Professor Sarah Gilbert to give 2024 UCL Prize Lecture in Life and Medical Sciences on 'Vaccine development during and after the pandemic'.

The UCL Prize Lecture in Life and Medical Sciences is a prize awarded annually by UCL since 1997. The prize lecture has become one of the pre-eminent series on contemporary science in Europe and the annual lecture provides an opportunity to debate and celebrate important scientific advancements.
At the start of each academic year, staff and students in Life and Medical Sciences are able to nominate their scientific ‘hero/heroine’ and a Committee of senior professors makes the final selection.
We are delighted to announce that the next UCL Prize Lecture in Life and Medical Sciences will be given by Professor Sarah Gilbert, discussing 'Vaccine development during and after the pandemic'.
In 2020, vaccine developers found themselves building large, multidisciplinary teams to solve the problem of how to protect the world against a virus that had only just been identified and was causing widespread devastation. Drawing on extensive collective experience, assisted by prioritisation of funding, availability of research and clinical facilities and the acceleration of regulatory review, multiple vaccines were licensed and rolled out across the world in record time.
This lecture will discuss how that was possible, what vaccine research is now needed, and what the prospects are for a faster response next time.
Professor Sarah Gilbert, DBE, FRS, FMedSci
Sarah Gilbert is a Professor of Vaccinology in the Pandemic Sciences Institute at Oxford University.
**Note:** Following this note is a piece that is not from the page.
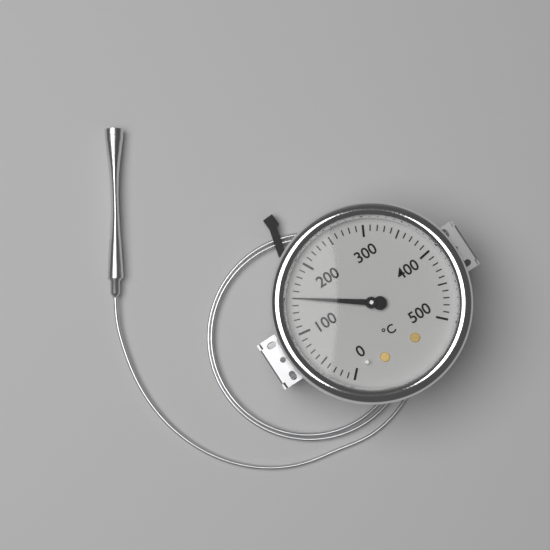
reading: 150 °C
She works on viral vectored vaccine development, with projects on influenza, Nipah, MERS, and Lassa. Working with colleagues on the Old Road Campus in Oxford, she is able to take novel vaccines from design through GMP manufacturing to clinical development, with a particular interest in the rapid transfer of vaccines into GMP manufacturing and first in human trials. She was the Oxford Project Leader for ChAdOx1 nCoV-19, also known as Vaxevria/Covishield, which was estimated to have saved 6.3 million lives in its first year of use.
Programme:
5:00pm – Welcome and Introduction
5:05pm - Lecture and Q&A session
6:25pm - Closing remarks
6:30pm – Reception, South Cloisters
7:30pm - Close
Details:
Wednesday 13th November 2024, 5 - 7:30pm GMT
Gustave Tuck Lecture Theatre, Wilkins Building, UCL, Gower Street London WC1E 6BT
All are welcome to join in-person or virtually.
We are extremely grateful to UCL alumnus, Dr Sanjeev Kanoria, Chairman and Founder of Advinia Health Care Ltd, for his great generosity in supporting this lecture.